As for Augustus or his uncle Julius claiming by descent from Æneas, that title is already out of doors. Æneas succeeded not, but was elected. Troy was fore-doomed to fall for ever:—

“_Postquam res Asiæ_, _Priamique evertere gentem_, _Immeritam visum superis_.”—ÆNEIS, I. iii., line 1.

Augustus, it is true, had once resolved to rebuild that city, and there to make the seat of the Empire; but Horace writes an ode on purpose to deter him from that thought, declaring the place to be accursed, and that the gods would as often destroy it as it should be raised. Hereupon the emperor laid aside a project so ungrateful to the Roman people. But by this, my lord, we may conclude that he had still his pedigree in his head, and had an itch of being thought a divine king if his poets had not given him better counsel.

I will pass by many less material objections for want of room to answer them. What follows next is of great importance, if the critics can make out their charge, for it is levelled at the manners which our poet gives his hero, and which are the same which were eminently seen in his Augustus. Those manners were piety to the gods and a dutiful affection to his father, love to his relations, care of his people, courage and conduct in the wars, gratitude to those who had obliged him, and justice in general to mankind.
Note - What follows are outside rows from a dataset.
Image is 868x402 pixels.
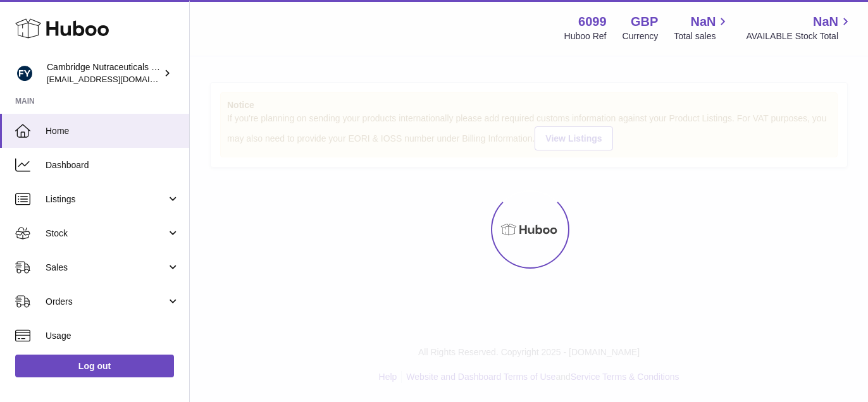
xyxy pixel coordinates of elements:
[578,13,607,30] strong: 6099
[47,62,161,86] div: Cambridge Nutraceuticals Ltd
[690,13,715,30] span: NaN
[45,330,179,342] span: Usage
[45,160,179,171] span: Dashboard
[45,193,167,206] span: Listings
[45,227,167,240] span: Stock
[45,262,167,274] span: Sales
[565,30,607,43] div: Huboo Ref
[674,13,731,43] a: NaN Total sales
[45,296,167,308] span: Orders
[45,125,179,137] span: Home
[15,64,34,83] img: huboo@camnutra.com
[623,30,659,43] div: Currency
[674,30,731,43] span: Total sales
[746,30,853,43] span: AVAILABLE Stock Total
[15,355,174,378] a: Log out
[631,13,658,30] strong: GBP
[746,13,853,43] a: NaN AVAILABLE Stock Total
[47,74,186,84] span: [EMAIL_ADDRESS][DOMAIN_NAME]
[814,13,839,30] span: NaN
Piety, as your lordship sees, takes place of all as the chief part of his character; and the word in Latin is more full than it can possibly be expressed in any modern language, for there it comprehends not only devotion to the gods, but filial love and tender affection to relations of all sorts. As instances of this the deities of Troy and his own Penates are made the companions of his flight; they appear to him in his voyage and advise him, and at last he replaces them in Italy, their native country. For his father, he takes him on his back. He leads his little son, his wife follows him; but losing his footsteps through fear or ignorance he goes back into the midst of his enemies to find her, and leaves not his pursuit till her ghost appears to forbid his farther search. I will say nothing of his duty to his father while he lived, his sorrow for his death, of the games instituted in honour of his memory, or seeking him by his command even after death in the Elysian fields. I will not mention his tenderness for his son, which everywhere is visible; of his raising a tomb for Polydorus; the obsequies for Misenus; his pious remembrance of Deiphobus; the funerals of his nurse; his grief for Pallas, and his revenge taken on his murderer, whom otherwise, by his natural compassion, he had forgiven: and then the poem had been left imperfect, for we could have had no certain prospect of his happiness while the last obstacle to it was unremoved.